I have an hermitian operator $$ h = -\frac{1}{2} \frac{\partial^2}{\partial x^2} + v(x) $$ acting on square integrable functions that live in some subspace $V$ of $R$.
If I want a computer to calculate the action of this operator on a known function $f$ I would do the following:
- discretize $V$ into the points $x_i$ such that $\Delta x = x_{i+1} -x_i$ is small.
- calculate and store $f(x_i)$ for all discrete points $x_i$.
- calculate the action of $v(x)$ via $$v(x)f(x) \quad\longrightarrow\quad v(x_i)f(x_i) $$
- calculate the action of $-\frac{1}{2} \frac{\partial^2}{\partial x^2}$ via $$ -\frac{1}{2} \left(\frac{\partial^2}{\partial x^2}f\right)(x) \quad\longrightarrow\quad -\frac 1 2 \frac{f(x_{i+2}) - 2f(x_{i+1}) + f(x_{i})}{\Delta x^2} $$
However, how can I calculate the action of the operator $$ \text {exp}({\text i h t}) = \text{exp}\left(\text i \left[ -\frac{1}{2} \frac{\partial^2}{\partial x^2} + v(x) \right] t \right)\;,\quad t\in R $$ on a known function $f$ on a computer?
I know that the standard procedure is to diagonalize $h$ (i.e. find the eigenvalues $\varepsilon_k$ and eigenfunctions $\varphi_k$ of $h$). Then I could write $$ h = \sum_k \varepsilon_k \, \varphi_k \, \varphi^*_k $$ and $$ f(x) = \sum_k c_k \, \varphi_k(x) $$ such that $$ \text{exp}(\text i h t)f(x) = \sum_k c_k \, \text{exp}(\varepsilon_k) \, \varphi_k(x) $$
But I want to avoid the diagonalization since it is expensive.
I also didn't need to diagonalize $\frac{\partial^2}{\partial x^2}$ to let it act on a function!
So is there a clever way to avoid the diagonalization of $h$ in order to let $\text{exp}(\text i h t)$ act on $f$?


**What needs to be done:**
What is needed is an exact copy of the lines from the one containing "xyxy pixel coordinates" through the last line of the entries below, both included.

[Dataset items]
= = = = = = =
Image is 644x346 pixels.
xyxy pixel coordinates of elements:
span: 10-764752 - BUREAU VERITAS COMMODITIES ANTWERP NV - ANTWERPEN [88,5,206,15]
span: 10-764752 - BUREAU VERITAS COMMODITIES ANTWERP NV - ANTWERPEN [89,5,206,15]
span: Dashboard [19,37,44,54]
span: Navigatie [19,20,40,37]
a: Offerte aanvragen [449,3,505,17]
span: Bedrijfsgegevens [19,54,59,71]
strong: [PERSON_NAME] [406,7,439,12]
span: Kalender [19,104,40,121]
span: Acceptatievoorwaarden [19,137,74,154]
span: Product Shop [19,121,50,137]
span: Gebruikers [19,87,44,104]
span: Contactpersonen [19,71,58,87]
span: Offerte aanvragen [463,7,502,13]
= = = = = = =
**Result for this task:**
xyxy pixel coordinates of elements:
span: 10-764752 - BUREAU VERITAS COMMODITIES ANTWERP NV - ANTWERPEN [88,5,206,15]
span: 10-764752 - BUREAU VERITAS COMMODITIES ANTWERP NV - ANTWERPEN [89,5,206,15]
span: Dashboard [19,37,44,54]
span: Navigatie [19,20,40,37]
a: Offerte aanvragen [449,3,505,17]
span: Bedrijfsgegevens [19,54,59,71]
strong: [PERSON_NAME] [406,7,439,12]
span: Kalender [19,104,40,121]
span: Acceptatievoorwaarden [19,137,74,154]
span: Product Shop [19,121,50,137]
span: Gebruikers [19,87,44,104]
span: Contactpersonen [19,71,58,87]
span: Offerte aanvragen [463,7,502,13]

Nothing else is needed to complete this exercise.